On Fri, 4 Dec 2015, Julian Calaby wrote:

> > -               if (overrides[current_override].board == BOARD_NCR53C400A) {
> > +               if (overrides[current_override].board == BOARD_NCR53C400A ||
> > +                   overrides[current_override].board == BOARD_DTC3181E) {
> 
> These if statements are starting to get a bit long, would it make
> sense to replace them with a flag or equivalent?

To what end? Shorter lines? As in,

        if (board_is_ncr53c400a || board_is_dtc3181e) {
                /* ... */
        }

I suppose that could be an improvement if new flags would entirely replace 
the override.board struct member and the existing switch statement,

        switch (overrides[current_override].board) {
                /* ... */
        }

Or maybe you meant testing a new flag something like this,

        if (hostdata->ncr53c400_compatible) {
                /* ... */
        }

If your concern is the Don't Repeat Yourself rule, I'm not sure that new 
flag would get tested more than once (?) And it would still have to be 
assigned using an "objectionably" long expression, e.g.

        hostdata->ncr53c400_compatible =
                overrides[current_override].board == BOARD_NCR53C400 ||
                overrides[current_override].board == BOARD_NCR53C400A ||
                overrides[current_override].board == BOARD_DTC3181E;

Rather than add new flags, perhaps a 'switch' statement instead of an 'if' 
statement would be shorter (if the size of the expression is the problem).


-- WHAT THE TASK REQUIRES --
Copy every line in the records below that contains the word "invoices".
--------
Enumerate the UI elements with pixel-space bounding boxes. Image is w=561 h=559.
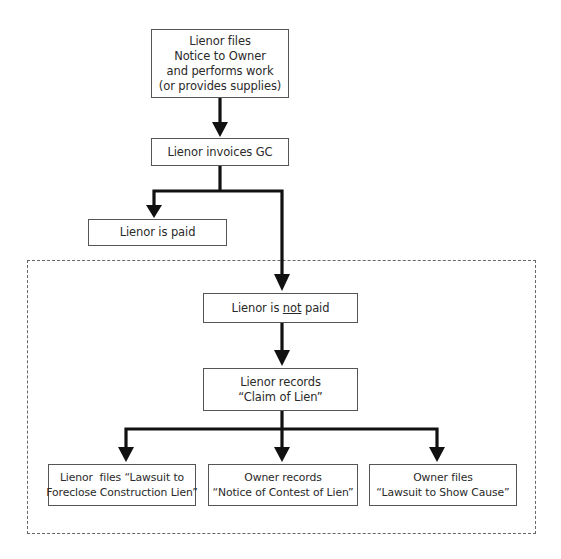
- node-text-line: Lienor files “Lawsuit to: [60, 470, 184, 485]
- node-lawsuit-show-cause: Owner files “Lawsuit to Show Cause”: [369, 464, 517, 506]
- node-text-line: Owner records: [244, 470, 322, 485]
- node-claim-of-lien: Lienor records “Claim of Lien”: [203, 368, 358, 411]
- node-text-line: Lienor invoices GC: [167, 145, 272, 160]
- node-text-line: (or provides supplies): [159, 79, 281, 94]
- node-lienor-paid: Lienor is paid: [88, 219, 227, 246]
- node-lawsuit-foreclose: Lienor files “Lawsuit to Foreclose Const…: [48, 464, 196, 506]
- node-text-line: Lienor records: [240, 375, 321, 390]
- node-notice-to-owner: Lienor files Notice to Owner and perform…: [151, 29, 289, 98]
- arrowhead-icon: [274, 274, 290, 291]
- text-prefix: Lienor is: [232, 301, 283, 315]
- node-text-line: Lienor is not paid: [232, 301, 330, 316]
- node-text-line: and performs work: [167, 64, 274, 79]
- arrowhead-icon: [118, 447, 134, 462]
- node-text-line: “Lawsuit to Show Cause”: [376, 485, 509, 500]
- arrowhead-icon: [274, 447, 290, 462]
- node-text-line: Lienor files: [189, 34, 251, 49]
- arrowhead-icon: [146, 205, 162, 218]
- node-text-line: “Notice of Contest of Lien”: [212, 485, 353, 500]
- text-emphasis-not: not: [283, 301, 302, 315]
- arrowhead-icon: [274, 350, 290, 366]
- node-text-line: Notice to Owner: [174, 49, 266, 64]
- node-text-line: Foreclose Construction Lien”: [46, 485, 197, 500]
- node-text-line: Owner files: [413, 470, 473, 485]
- node-invoice-gc: Lienor invoices GC: [151, 138, 289, 166]
- node-notice-of-contest: Owner records “Notice of Contest of Lien…: [208, 464, 358, 506]
- node-text-line: Lienor is paid: [120, 225, 196, 240]
- node-lienor-not-paid: Lienor is not paid: [203, 293, 358, 323]
- arrowhead-icon: [212, 122, 228, 137]
- arrowhead-icon: [429, 447, 445, 462]
- text-suffix: paid: [301, 301, 329, 315]
- node-text-line: “Claim of Lien”: [238, 390, 322, 405]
--------
-- EXERCISE OUTPUT --
- node-text-line: Lienor invoices GC: [167, 145, 272, 160]
- node-invoice-gc: Lienor invoices GC: [151, 138, 289, 166]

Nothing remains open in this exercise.